I will start by paying tribute to Tessa Jowell, if I may. She was one of the Members of Parliament representing the London borough of Lambeth when I was first leader of the opposition and then leader of the council. She was a fantastic, supportive local MP. Despite her serious, significant roles in Government, she was always available to talk to me about my role and the community that we both cherished and loved and for which we wanted to do our best. She became my mentor, and she became my friend.

Tessa was always thinking about how we could do more to help people, particularly the most vulnerable. We worked together to open schools and Sure Start centres. I particularly remember that in the mid-noughties, when there was that terrible spike in violent youth crime and knife crime—similar to what we are seeing now—in Tessa’s beloved Brixton, where she had started her career as a social worker, she took me to see a community-led project called Exit on the Moorlands estate, one of the most deprived inner-city estates in the country, where there was a horrifically high level of youth engagement in violence. Young people knew by name others who had been killed, including friends.

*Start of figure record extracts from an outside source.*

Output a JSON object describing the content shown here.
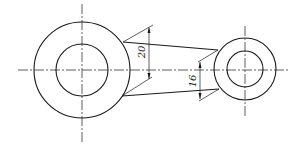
{
  "drawing": {
    "type": "mechanical link (two bosses joined by tapered web)",
    "colors": {
      "line": "#1a1a1a",
      "background": "#ffffff"
    },
    "dimensions": [
      {
        "id": "dim-left",
        "label": "20"
      },
      {
        "id": "dim-right",
        "label": "16"
      }
    ]
  }
}
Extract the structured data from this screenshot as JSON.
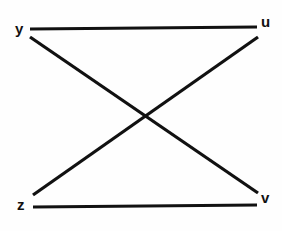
{
  "figure": {
    "kind": "bipartite-graph-diagram",
    "background_color": "#fefefe",
    "stroke_color": "#111111",
    "width": 282,
    "height": 231
  },
  "vertices": [
    {
      "id": "y",
      "label": "y",
      "position": "top-left",
      "x": 30,
      "y": 29
    },
    {
      "id": "u",
      "label": "u",
      "position": "top-right",
      "x": 257,
      "y": 28
    },
    {
      "id": "z",
      "label": "z",
      "position": "bottom-left",
      "x": 33,
      "y": 206
    },
    {
      "id": "v",
      "label": "v",
      "position": "bottom-right",
      "x": 257,
      "y": 205
    }
  ],
  "edges": [
    {
      "id": "edge-y-u",
      "from": "y",
      "to": "u",
      "style": "horizontal",
      "x1": 30,
      "y1": 29,
      "x2": 257,
      "y2": 27
    },
    {
      "id": "edge-z-v",
      "from": "z",
      "to": "v",
      "style": "horizontal",
      "x1": 33,
      "y1": 207,
      "x2": 257,
      "y2": 205
    },
    {
      "id": "edge-y-v",
      "from": "y",
      "to": "v",
      "style": "diagonal",
      "x1": 30,
      "y1": 37,
      "x2": 258,
      "y2": 193
    },
    {
      "id": "edge-z-u",
      "from": "z",
      "to": "u",
      "style": "diagonal",
      "x1": 33,
      "y1": 195,
      "x2": 258,
      "y2": 37
    }
  ],
  "crossing_point": {
    "x": 147,
    "y": 117
  }
}
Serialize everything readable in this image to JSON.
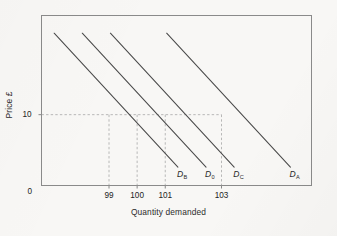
{
  "figure": {
    "background_color": "#f8f7f5",
    "frame_color": "#8a8a8a",
    "line_color": "#4a4a4a",
    "dash_color": "#b0b0b0"
  },
  "axes": {
    "ylabel": "Price £",
    "xlabel": "Quantity demanded",
    "y_ticks": [
      {
        "label": "10",
        "value": 10
      },
      {
        "label": "0",
        "value": 0
      }
    ],
    "x_ticks": [
      {
        "label": "99",
        "value": 99
      },
      {
        "label": "100",
        "value": 100
      },
      {
        "label": "101",
        "value": 101
      },
      {
        "label": "103",
        "value": 103
      }
    ]
  },
  "curve_labels": [
    {
      "name": "D",
      "sub": "B"
    },
    {
      "name": "D",
      "sub": "0"
    },
    {
      "name": "D",
      "sub": "C"
    },
    {
      "name": "D",
      "sub": "A"
    }
  ],
  "chart_data": {
    "type": "line",
    "title": "",
    "xlabel": "Quantity demanded",
    "ylabel": "Price £",
    "xlim": [
      96.6,
      106.2
    ],
    "ylim": [
      0,
      24
    ],
    "grid": false,
    "legend": "inline-end-labels",
    "x_tick_values": [
      99,
      100,
      101,
      103
    ],
    "x_tick_labels": [
      "99",
      "100",
      "101",
      "103"
    ],
    "y_tick_values": [
      0,
      10
    ],
    "y_tick_labels": [
      "0",
      "10"
    ],
    "annotations": [
      "Horizontal dashed reference line at Price = 10",
      "Vertical dashed reference lines at Quantity = 99, 100, 101, 103",
      "Four parallel downward-sloping demand curves; shifts left/right from D0"
    ],
    "series": [
      {
        "name": "D_B",
        "label": "D<sub>B</sub>",
        "quantity_at_price_10": 99,
        "points": [
          {
            "x": 97.05,
            "y": 21.5
          },
          {
            "x": 101.45,
            "y": 2.6
          }
        ]
      },
      {
        "name": "D_0",
        "label": "D<sub>0</sub>",
        "quantity_at_price_10": 100,
        "points": [
          {
            "x": 98.05,
            "y": 21.5
          },
          {
            "x": 102.45,
            "y": 2.6
          }
        ]
      },
      {
        "name": "D_C",
        "label": "D<sub>C</sub>",
        "quantity_at_price_10": 101,
        "points": [
          {
            "x": 99.05,
            "y": 21.5
          },
          {
            "x": 103.45,
            "y": 2.6
          }
        ]
      },
      {
        "name": "D_A",
        "label": "D<sub>A</sub>",
        "quantity_at_price_10": 103,
        "points": [
          {
            "x": 101.05,
            "y": 21.5
          },
          {
            "x": 105.45,
            "y": 2.6
          }
        ]
      }
    ]
  }
}
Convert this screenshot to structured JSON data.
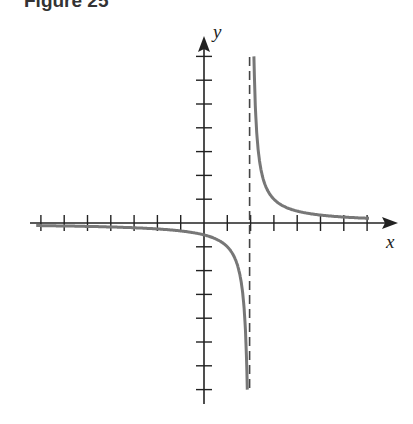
{
  "figure": {
    "title": "Figure 25"
  },
  "chart_data": {
    "type": "line",
    "title": "Figure 25",
    "xlabel": "x",
    "ylabel": "y",
    "function": "y = 1/(x - 2)",
    "vertical_asymptote": 2,
    "horizontal_asymptote": 0,
    "xlim": [
      -7,
      8
    ],
    "ylim": [
      -7,
      7
    ],
    "x_ticks": [
      -7,
      -6,
      -5,
      -4,
      -3,
      -2,
      -1,
      1,
      2,
      3,
      4,
      5,
      6,
      7
    ],
    "y_ticks": [
      -7,
      -6,
      -5,
      -4,
      -3,
      -2,
      -1,
      1,
      2,
      3,
      4,
      5,
      6,
      7
    ],
    "grid": false,
    "series": [
      {
        "name": "left branch",
        "x": [
          -7,
          -5,
          -3,
          -1,
          0,
          1,
          1.5,
          1.8,
          1.857
        ],
        "y": [
          -0.111,
          -0.143,
          -0.2,
          -0.333,
          -0.5,
          -1,
          -2,
          -5,
          -7
        ]
      },
      {
        "name": "right branch",
        "x": [
          2.143,
          2.2,
          2.5,
          3,
          4,
          5,
          6,
          7
        ],
        "y": [
          7,
          5,
          2,
          1,
          0.5,
          0.333,
          0.25,
          0.2
        ]
      }
    ],
    "colors": {
      "curve": "#777777",
      "axes": "#222222",
      "asymptote": "#444444"
    }
  }
}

Tessa took me to see that project, which had been set up by the community. It was supported by youth workers and the police, but with the community in charge, and it was making a dramatic difference to the life chances of those young people by getting them out of danger—getting them out of gangs and steering them back on to a safer path that was giving them back the future that should have been theirs as a birthright. Tessa took me to see that project not just because she wanted the council’s support for it, but because she was teaching me an important lesson: it was not my job as a politician to find the answers for people; it was my job as a politician to help people find the answers for themselves, because they would be better answers. I have brought that lesson with me into Parliament; like many of us, I would not be here if it were not for Tessa, and Tessa taught me that people-based politics.

That same compassion, empathy and drive to support and help people is what has led Tessa to turn this great personal challenge in her own life today into a way to bring about change to help others. For that reason, as well as many others, I am very proud to stand here today and support Tessa’s campaign.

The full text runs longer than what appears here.